Mercedes-Benz Stadium is no longer theirs. The building that has served as one of the most formidable home-field advantages in Major League Soccer has been handed over to FIFA for the 2026 World Cup, and it will remain under tournament control through the July 15 semifinal. For Atlanta United, that means consecutive road matches, a forced mid-season pause, and a test of the depth and discipline that coach Gerardo “Tata” Martino was brought back to instill.

Tata’s Return and the Season So Far

Martino’s return to Atlanta in late 2025 was one of the biggest coaching stories in MLS. The Argentine, who led the club to the 2018 MLS Cup title in just the franchise’s second season, came back to a roster that had cycled through multiple coaches and identities in the years since his departure.

The early returns have been encouraging. Atlanta United has shown improved tactical structure, better defensive organization, and a renewed sense of purpose that had been missing in recent campaigns. But the World Cup disruption now threatens to interrupt whatever momentum the team has built.

The Road Ahead — Literally

The specifics of the displacement are daunting. With MBS unavailable, Atlanta United faces a stretch of consecutive away fixtures that ranks as the longest in club history. Road matches in MLS are already demanding — the travel distances, the artificial surfaces, the hostile atmospheres — and stringing them together without the relief of a home date compounds the difficulty.

The MLS schedule also calls for a mid-season pause during the World Cup group stage and knockout rounds, meaning the team will go through an extended period without competitive matches before returning to action in a hostile environment.

For a club that has historically thrived on the energy of its home supporters — the capos, the tifo displays, the wall of sound that has rattled visiting teams since the stadium opened — the silence of an empty calendar and a locked home ground is a strange kind of adversity.

Managing the Break

The coaching staff has framed the pause as an opportunity rather than a setback.
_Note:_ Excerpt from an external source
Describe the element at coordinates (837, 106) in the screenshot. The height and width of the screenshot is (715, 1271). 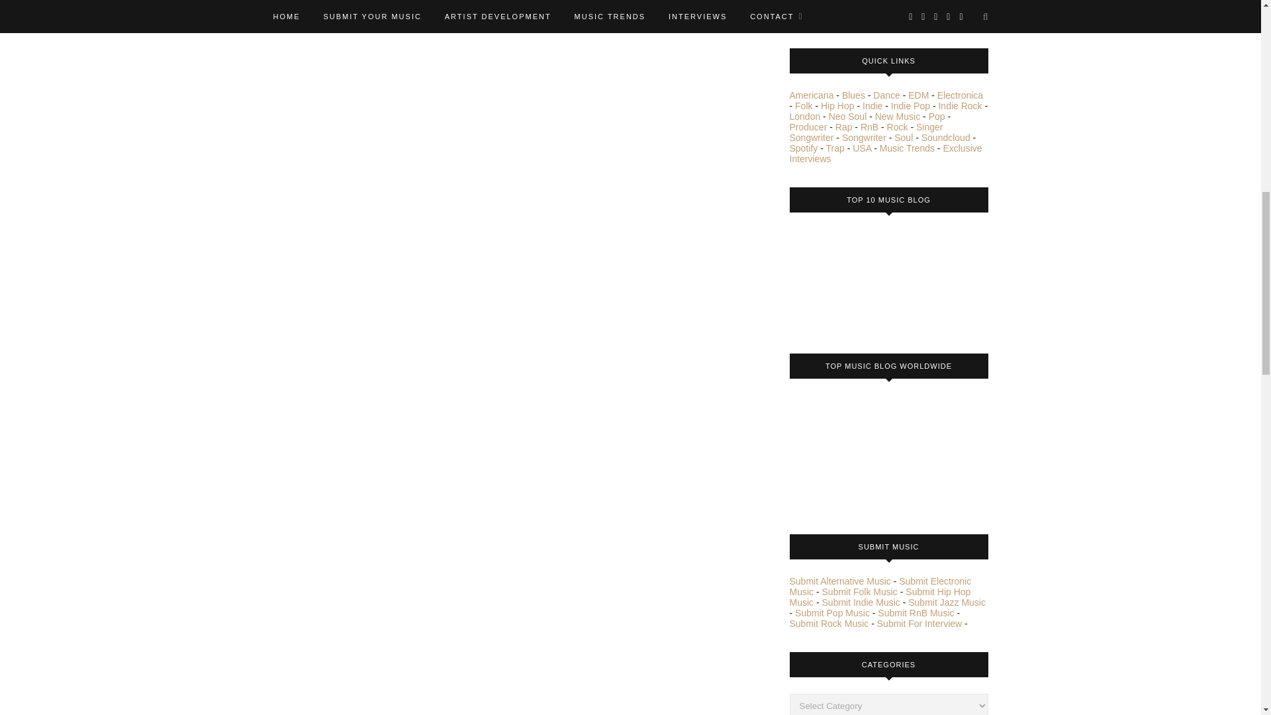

The extended break gives the training staff time to manage fitness loads, integrate tactical adjustments, and allow players carrying knocks to recover without missing matches.

Martino’s experience managing Argentina’s national team and Paraguay’s World Cup qualifying campaigns gives him a familiarity with tournament-driven schedule disruptions that few MLS coaches can match. His staff has built a training plan designed to maintain sharpness without burning players out during a stretch when they cannot play.

“You cannot simulate match intensity in training,” a club representative acknowledged. “But you can use this time to get sharper tactically and make sure the group is physically ready for what comes after.”

The Bigger Picture

Atlanta United is not the only MLS club affected by the World Cup — teams in other host cities face similar displacement — but the Five Stripes’ situation is among the most pronounced because of MBS’s heavy match schedule and the semifinal assignment that extends the lockout through mid-July.

When the team finally returns to Mercedes-Benz Stadium later this summer, the building will have hosted some of the biggest sporting events on the planet. The question for Atlanta United is whether the club can channel that energy into its own late-season push, or whether the disruption will have cost them too much ground in the Eastern Conference standings.

For now, the Five Stripes are on the road — and the road is long.